Patten Studio can design and produce custom electronic circuits for your interactive application. Below are examples of our past work.

The Ribbon Display is a curved display surface measuring 100 feet long by 10 feet wide. The display contains 4000 lcd tiles. The driver boards above, designed by Patten Studio, do the heavy lifting of updating these displays 30 times each second using data sent from a remote computer. more info


The interaction concept for PICO required that a computer be able to move small magnetic objects on a tabletop surface under computer control. We built a series of circuits to control this dense array of electromagnets. The circuit connects to a computer using USB and uses a 50V source to drive the electromagnets.
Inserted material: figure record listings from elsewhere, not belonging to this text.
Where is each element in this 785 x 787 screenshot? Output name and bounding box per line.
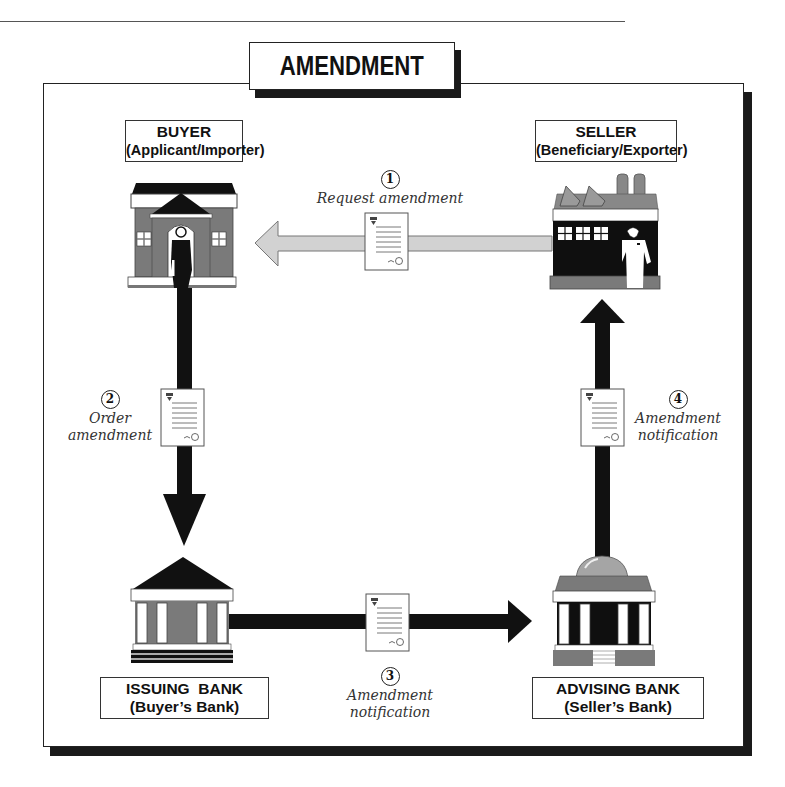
step-4-label: 4 Amendment notification bbox=[622, 390, 734, 444]
document-icon-step-1 bbox=[365, 213, 408, 270]
step-4-number: 4 bbox=[669, 390, 688, 409]
party-buyer: BUYER (Applicant/Importer) bbox=[125, 120, 243, 162]
step-1-number: 1 bbox=[381, 170, 400, 189]
step-2-text-line2: amendment bbox=[68, 427, 152, 443]
issuing-bank-subtitle: (Buyer’s Bank) bbox=[101, 698, 268, 716]
step-3-label: 3 Amendment notification bbox=[330, 667, 450, 721]
buyer-title: BUYER bbox=[126, 123, 242, 141]
bank-pediment-icon bbox=[131, 557, 233, 663]
step-4-text-line2: notification bbox=[638, 427, 719, 443]
seller-title: SELLER bbox=[536, 123, 676, 141]
step-4-text-line1: Amendment bbox=[635, 410, 721, 426]
party-issuing-bank: ISSUING BANK (Buyer’s Bank) bbox=[100, 677, 269, 719]
factory-with-person-icon bbox=[550, 174, 660, 289]
step-3-text-line1: Amendment bbox=[347, 687, 433, 703]
issuing-bank-title: ISSUING BANK bbox=[101, 680, 268, 698]
advising-bank-subtitle: (Seller’s Bank) bbox=[533, 698, 703, 716]
step-2-number: 2 bbox=[101, 390, 120, 409]
step-1-label: 1 Request amendment bbox=[305, 170, 475, 207]
bank-dome-icon bbox=[553, 556, 655, 666]
document-icon-step-4 bbox=[581, 389, 624, 446]
step-2-text-line1: Order bbox=[89, 410, 131, 426]
document-icon-step-2 bbox=[161, 389, 204, 446]
house-with-person-icon bbox=[128, 183, 237, 288]
party-seller: SELLER (Beneficiary/Exporter) bbox=[535, 120, 677, 162]
party-advising-bank: ADVISING BANK (Seller’s Bank) bbox=[532, 677, 704, 719]
advising-bank-title: ADVISING BANK bbox=[533, 680, 703, 698]
seller-subtitle: (Beneficiary/Exporter) bbox=[536, 141, 676, 159]
document-icon-step-3 bbox=[366, 594, 409, 651]
step-3-text-line2: notification bbox=[350, 704, 431, 720]
step-2-label: 2 Order amendment bbox=[60, 390, 160, 444]
step-1-text: Request amendment bbox=[317, 190, 463, 206]
buyer-subtitle: (Applicant/Importer) bbox=[126, 141, 242, 159]
step-3-number: 3 bbox=[381, 667, 400, 686]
Using PWM, PICO can position objects on top of it to within one millimeter.



Sensetable is a general-purpose tabletop sensing platform that serves as the basis for many interactive surfaces developed by Patten Studio. It uses capacitive sensing to track the positions of objects on top of it. We designed the antenna boards to tile together to build a sensing surface of arbitrary size, and to function well in environments affected by electrical noise. The system uses very low power Nordic radios for communication. Sophisticated radio protocols were developed to allow the various parts of the system to communicate within tight timing constraints. The antenna board, tags and receiver are shown above.

Capacitive electrode array for tracking multiple finger touches over large surfaces.

HMC6343 magnetometer circuit with wireless interface using Nordic chipset and AVR microcontroller.

AVR-based platform for prototyping wireless applications. Based on the Nordic NRF24L01, this board is cheaper and more power efficient than approaches based on Bluetooth

For an interactive project which involved object tracking we obtained a large quantity of inductive tag-tracking circuits with a serial interface. Unfortunately, the only drivers available for these circuits were for Windows 98, and the driver could only support one circuit per computer. To track tags over a larger area, we designed this PCB to interface to the computer via USB, and drive four tag-tracking circuits. An onboard microcontroller handles scheduling and data compression to provide the best throughput while preventing interference between the boards.